Pain, it turns out, protects us. It's simply our body's way of communicating the presence of blocked energy and sounding the alarm for us to pay attention. When we disrespect pain by either ignoring it or altering our behavior so that we never feel the pain that's about as possible as utopia. Pain ends up drawing a boundary around us through which we dare not pass. That's why it's a great idea to intentionally push our comfort zone, for instance.

When we wish to build strength, endurance, or flexibility, we must push through pain. I'm sure positive psychologists know this and respect this. I mention these things because they're common traps that hold people in place. It prevents them from reaching their full heights. As a result, people live less healthily than they could, less fulfilled than they could. For those who reject this status, the Eye of Power is home because it's tough to push through pain, especially when others around you don't want you to.

When we wish to build strength, endurance, or flexibility, we must push through pain.

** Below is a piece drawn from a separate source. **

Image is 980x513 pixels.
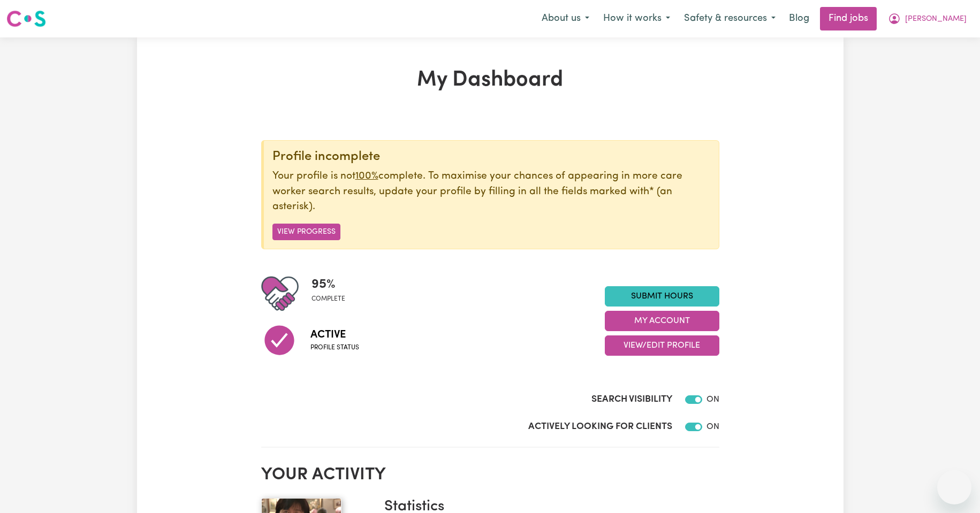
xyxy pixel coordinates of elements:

Now, we need others who want us to be the best of us. That's a challenge because not everyone is up for that. This is what the Eye of Power community is helping to change. We provide a place where people can get the support they need. How is your relationship with pain? Does it hold you back in any way? Do you tend to look at the positive things in your life and ignore the negative? Maybe it's the other way around. Some of us dwell on what's wrong and overlook the positive, but let me ask you this. How is your support network? Do you have people around you who actively help you with the incremental, disciplined actions that lead you to continual improvement? If these things are lacking, I urge you to reach out. It's time to give the world the full version of you. Let's go.